The cosmological electroweak phase transition is a theoretical event that is believed to have occurred in the early universe, around 10^-12 seconds after the Big Bang. It is a major phase transition in the evolution of the universe, during which the electroweak force (which combines the electromagnetic and weak nuclear forces) separated from the strong nuclear force, creating distinct particles and interactions.

2. How does the cosmological electroweak phase transition relate to the formation of the universe?

The cosmological electroweak phase transition is a crucial event in the early universe that is believed to have set the stage for the formation of the universe as we know it. It is thought to have led to the formation of distinct particles and interactions, which eventually gave rise to the formation of atoms and the beginning of structure formation in the universe.

3. What evidence supports the occurrence of the cosmological electroweak phase transition?

Although the cosmological electroweak phase transition is a theoretical event, there is evidence to support its occurrence. This includes observations of the cosmic microwave background radiation, which provides insight into the early universe, as well as experiments conducted at the Large Hadron Collider that have detected the Higgs boson, a particle associated with the electroweak force.

4. How does the cosmological electroweak phase transition impact our understanding of the universe?

The cosmological electroweak phase transition is a crucial event in the evolution of the universe and has significant implications for our understanding of its origins. It helps explain the separation of the fundamental forces and the formation of the basic building blocks of the universe. It also has implications for theories such as inflation and the formation of the first cosmic structures.

5. Are there any ongoing studies or experiments related to the cosmological electroweak phase transition?

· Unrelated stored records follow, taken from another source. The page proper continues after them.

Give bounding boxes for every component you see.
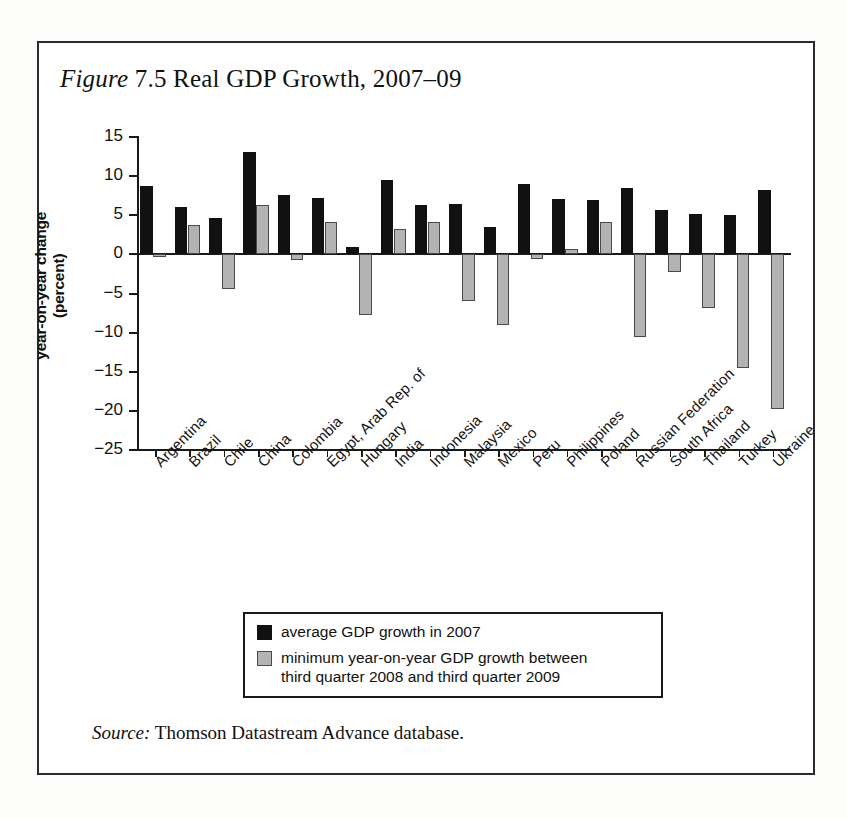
bar-minimum-2008-2009 [291, 254, 304, 259]
legend-label-minimum-2008-2009: minimum year-on-year GDP growth between … [281, 649, 587, 687]
y-axis-label: year-on-year change (percent) [32, 186, 68, 386]
bar-average-2007 [518, 184, 531, 254]
bar-average-2007 [278, 195, 291, 254]
bar-average-2007 [484, 227, 497, 254]
bar-minimum-2008-2009 [222, 254, 235, 288]
legend-label-line1: minimum year-on-year GDP growth between [281, 649, 587, 666]
bar-average-2007 [552, 199, 565, 255]
bar-minimum-2008-2009 [428, 222, 441, 254]
bar-average-2007 [346, 247, 359, 255]
bar-minimum-2008-2009 [600, 222, 613, 255]
bar-minimum-2008-2009 [359, 254, 372, 315]
y-axis-tick-value: 15 [83, 126, 123, 146]
bar-minimum-2008-2009 [737, 254, 750, 367]
y-axis-tick [129, 410, 138, 412]
bar-minimum-2008-2009 [325, 222, 338, 255]
bar-average-2007 [140, 186, 153, 254]
bar-minimum-2008-2009 [188, 225, 201, 255]
y-axis-tick [129, 332, 138, 334]
y-axis-tick-value: −20 [83, 400, 123, 420]
y-axis-tick [129, 136, 138, 138]
source-text: Thomson Datastream Advance database. [155, 722, 464, 743]
legend-item-average-2007: average GDP growth in 2007 [257, 623, 649, 642]
y-axis-tick-label: 15 [78, 126, 123, 146]
bar-average-2007 [621, 188, 634, 255]
bar-minimum-2008-2009 [153, 254, 166, 256]
source-label: Source: [92, 722, 150, 743]
bar-average-2007 [415, 205, 428, 254]
y-axis-tick-label: 5 [78, 204, 123, 224]
y-axis-tick-label: 0 [78, 243, 123, 263]
y-axis-tick-label: −20 [78, 400, 123, 420]
y-axis-tick-value: −10 [83, 322, 123, 342]
bar-minimum-2008-2009 [462, 254, 475, 301]
y-axis-tick-value: 0 [83, 243, 123, 263]
y-axis-tick [129, 175, 138, 177]
bar-average-2007 [175, 207, 188, 255]
bar-minimum-2008-2009 [634, 254, 647, 337]
y-axis-tick-label: −10 [78, 322, 123, 342]
y-axis-tick-value: −15 [83, 361, 123, 381]
bar-average-2007 [243, 152, 256, 255]
bar-average-2007 [758, 190, 771, 254]
legend-swatch-black-icon [257, 625, 272, 640]
legend-label-line2: third quarter 2008 and third quarter 200… [281, 668, 560, 685]
y-axis-tick [129, 371, 138, 373]
y-axis-tick-label: −15 [78, 361, 123, 381]
y-axis-tick-value: −5 [83, 283, 123, 303]
bar-average-2007 [724, 215, 737, 254]
y-axis-tick-label: −5 [78, 283, 123, 303]
y-axis-label-line2: (percent) [50, 254, 67, 319]
figure-page: Figure 7.5 Real GDP Growth, 2007–09 year… [0, 0, 847, 818]
bar-average-2007 [381, 180, 394, 254]
y-axis-tick-value: 10 [83, 165, 123, 185]
bar-minimum-2008-2009 [565, 249, 578, 254]
bar-average-2007 [449, 204, 462, 255]
y-axis-tick-value: −25 [83, 439, 123, 459]
bar-average-2007 [655, 210, 668, 255]
bar-minimum-2008-2009 [531, 254, 544, 259]
bar-average-2007 [689, 214, 702, 255]
legend-item-minimum-2008-2009: minimum year-on-year GDP growth between … [257, 649, 649, 687]
bar-average-2007 [209, 218, 222, 255]
bar-minimum-2008-2009 [771, 254, 784, 409]
y-axis-tick [129, 253, 138, 255]
y-axis-tick [129, 214, 138, 216]
legend-label-average-2007: average GDP growth in 2007 [281, 623, 481, 642]
source-note: Source: Thomson Datastream Advance datab… [92, 722, 464, 744]
bar-minimum-2008-2009 [702, 254, 715, 308]
bar-minimum-2008-2009 [668, 254, 681, 272]
y-axis-tick-label: 10 [78, 165, 123, 185]
y-axis-tick [129, 449, 138, 451]
legend-swatch-gray-icon [257, 651, 272, 666]
bar-minimum-2008-2009 [497, 254, 510, 324]
y-axis-tick [129, 293, 138, 295]
bar-average-2007 [312, 198, 325, 254]
y-axis-tick-label: −25 [78, 439, 123, 459]
y-axis-tick-value: 5 [83, 204, 123, 224]
y-axis-label-line1: year-on-year change [32, 212, 49, 360]
bar-minimum-2008-2009 [394, 229, 407, 255]
chart-legend: average GDP growth in 2007 minimum year-… [243, 612, 663, 698]
bar-average-2007 [587, 200, 600, 255]
bar-minimum-2008-2009 [256, 205, 269, 254]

Yes, there are ongoing studies and experiments related to the cosmological electroweak phase transition. These include further analysis of data from the Large Hadron Collider to better understand the Higgs boson and its role in the electroweak force, as well as observations of the cosmic microwave background radiation to gather more information about the early universe and potential signatures of the phase transition. Additionally, there are ongoing theoretical studies to refine our understanding of the event and its implications for the evolution of the universe.